Do we anticipate any potential issues when table data increases to millions?
Well, those issues would be database server related, not with Kafka Connect. For example, disk filling up or increased load while accepting continuous writes.
Are there any disadvantages with this approach?
You'd have to handle de-deduplication or record expiration (e.g. GDPR) separately, if you did want that.
Airpal currently uses presto client to connect to PrestoDB. However as I understand, it can also use JDBC for this connectivity. Is there any code available for this purpose? Even if it is for connecting to any other database it might be helpful for me. The model for presto client looks a lot different than other models like JDBC etc.
Airpal is using presto client connectivity and also using these objects (mostly for schema and data like Column, QueryResults etc.) internally in its various modules.

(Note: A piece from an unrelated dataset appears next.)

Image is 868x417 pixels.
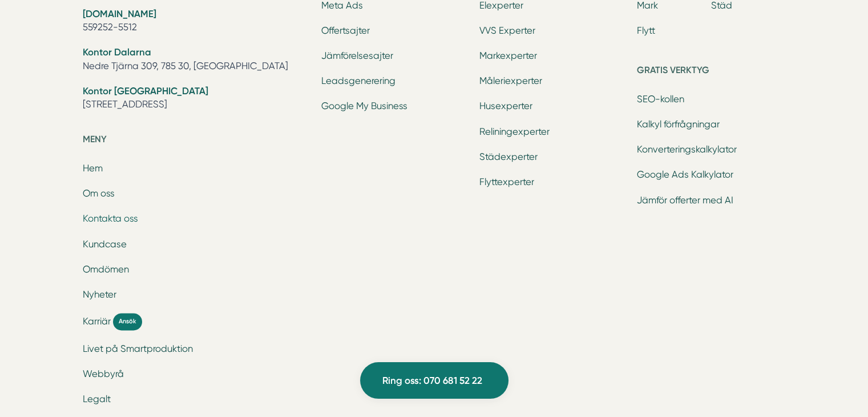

One way for providing JDBC connectivity is to move its lowest layer of DB connectivity (executeWith invocations of com.airbnb.airpal.core.execution.QueryCliemt: there is 1 for data and about 6 for metadata) to JDBC query execution. The JDBC results (mostly data and schema) can then be converted to presto client api equivalent objects and rest of the logic in airpal would follow.
Another approach is to rewrite airpal with native JDBC support by moving over to JDBC objects for internal use and communication as well. It looks like a much bigger change.
I am planning to add support for dynamically choosing between presto client or JDBC connectivity. I will use the com.airbnb.airpal.presto.QueryRunner to hold either a presto client session or a JDBC connection accordingly.